South Floridians will have a chance to preview this fusion of fusions when Batish appears Friday at Club Nu. "I'll be playing some of the new songs plus part of album one," he promises. "I've sequenced the songs so they don't stretch over six or seven minutes. They can dance, I can play and get enough of my material out there. Club gigs are very intense and compact."
Batish's recorded material fits the intense description, but the multiplicity of shifting tempos and the perfect blend of the sitar lines with the wall of strings and drums gives it a depth that won't let you down. Beyond that, his songs seem instantly familiar even though the sound is new and completely unfamiliar. the reason is that the scales of Eastern music are often quite similar to the ones used in much of the popular music of this country. "Take New Delhi Vice," he offers. "The five notes, the black keys on the piano, form the base of a pentatonic scale. That scale in India is very easy to orchestrate because it is not a major or minor scale. All raga scales have a certain relationship with Western music." With a slight adjustment in a traditional Indian scale, you get a rock and roll melody.Then people accept it more readily," he says. "It is close to rock so it sounds like something you've heard before. But if it were something you hadn't heard - well, it's like if I start speaking in Hindi [which he does at this point]. See? You don't understand, it doesn't sound familiar."
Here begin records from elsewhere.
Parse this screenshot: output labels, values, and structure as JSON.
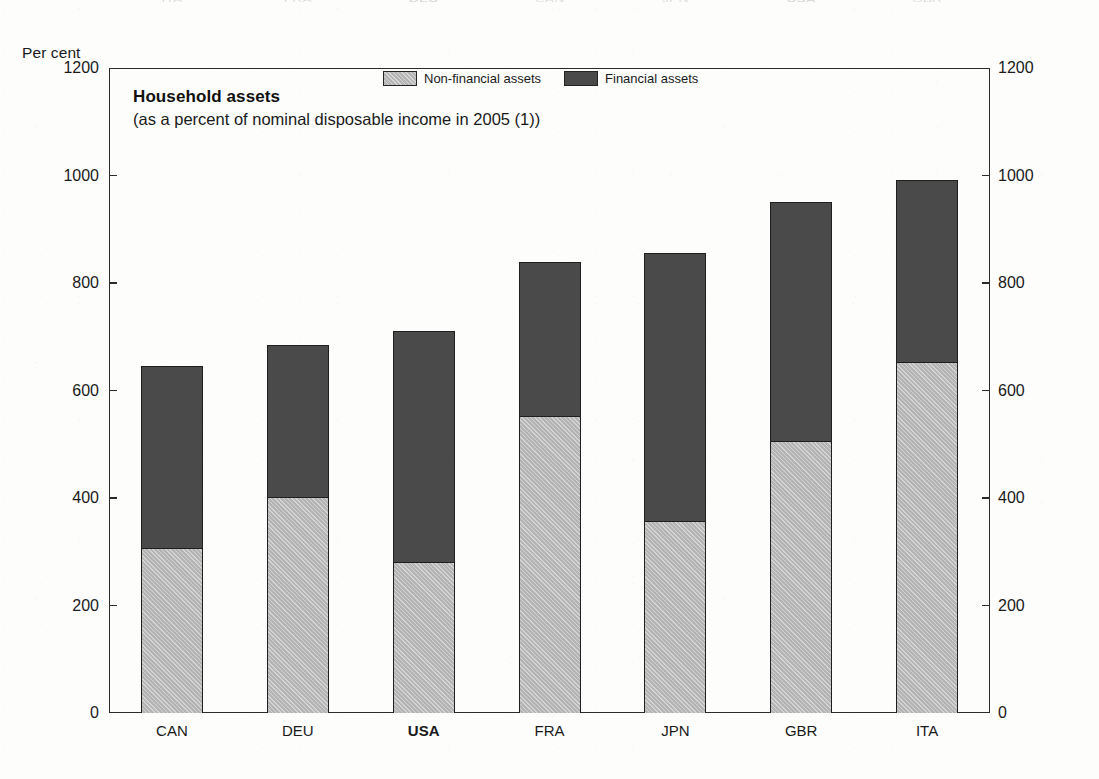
{
  "axis_note": "Per cent",
  "legend": [
    {
      "id": "non-financial",
      "label": "Non-financial assets",
      "color": "#b4b4b4"
    },
    {
      "id": "financial",
      "label": "Financial assets",
      "color": "#4a4a4a"
    }
  ],
  "title": "Household assets",
  "subtitle": "(as a percent of nominal disposable income in 2005 (1))",
  "ghost_row": {
    "labels": [
      "ITA",
      "FRA",
      "DEU",
      "CAN",
      "JPN",
      "USA",
      "GBR"
    ],
    "bold": [
      "DEU",
      "USA"
    ]
  },
  "chart_data": {
    "type": "bar",
    "stacked": true,
    "title": "Household assets",
    "subtitle": "(as a percent of nominal disposable income in 2005 (1))",
    "xlabel": "",
    "ylabel": "Per cent",
    "ylim": [
      0,
      1200
    ],
    "yticks": [
      0,
      200,
      400,
      600,
      800,
      1000,
      1200
    ],
    "ytick_labels": [
      "0",
      "200",
      "400",
      "600",
      "800",
      "1000",
      "1200"
    ],
    "grid": false,
    "legend_position": "top-center",
    "dual_y_axis": true,
    "categories": [
      "CAN",
      "DEU",
      "USA",
      "FRA",
      "JPN",
      "GBR",
      "ITA"
    ],
    "highlighted_category": "USA",
    "series": [
      {
        "name": "Non-financial assets",
        "color": "#b4b4b4",
        "values": [
          305,
          400,
          280,
          550,
          355,
          505,
          652
        ]
      },
      {
        "name": "Financial assets",
        "color": "#4a4a4a",
        "values": [
          340,
          285,
          430,
          290,
          500,
          445,
          340
        ]
      }
    ],
    "totals": [
      645,
      685,
      710,
      840,
      855,
      950,
      992
    ]
  }
}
This tour will give many a chance to understand and to become familiar with an enchanting and rewarding musical style. But promoting his sound isn't the only reason Batish decided to hit the road. "I've been sitting inside playing for fifteen years," he says with a laugh. "I'm sick of that! It's about time I got out. I played in my own restaurant for a time, but we closed it a couple of years ago and started a record company. Then I was fortunate enough to lock into Shanachie [the label that is distributing Sitar Power]. The album started to take off and someone told me it was number one in Iowa. I said, 'Iowa!'Then I got calls from over the nation - New York, Michigan, Wyoming; all those places I used to see in cowboy movies," With such widespread interest, a tour was natural, and Batish's music is a natural for a tour. "Before this I concentrated on the clasical, which was a closed circuit. People would just say, 'he reminds me of Ravi Shankar.' Now I can break loose from that."
Shanachie released this album as part of its "World Beat/Ethno-pop" series. This so-called World Beat movement is looking like the musical trend of the Nineties. "It's like new age was," Batish says. "It's hard to categorize so the name gives the record stores and radio a place to put them. But then there's a lumping effect. Even if they get lumped in a category like rock or jazz, some people hate being put in one category. I think good musicians will stand apart anyway. If I get lumped in with World Beat, it gives people something to relate to. Later, they will call me....I don't know what to call my music." There are plenty of adjectives to fit Batish's music - all of them positive.
ASHWIN BATISH performs at 10:30 p.m. Friday at Club Nu, 245 22 St.,
Miami Beach; 6772-0068. Admission costs $10.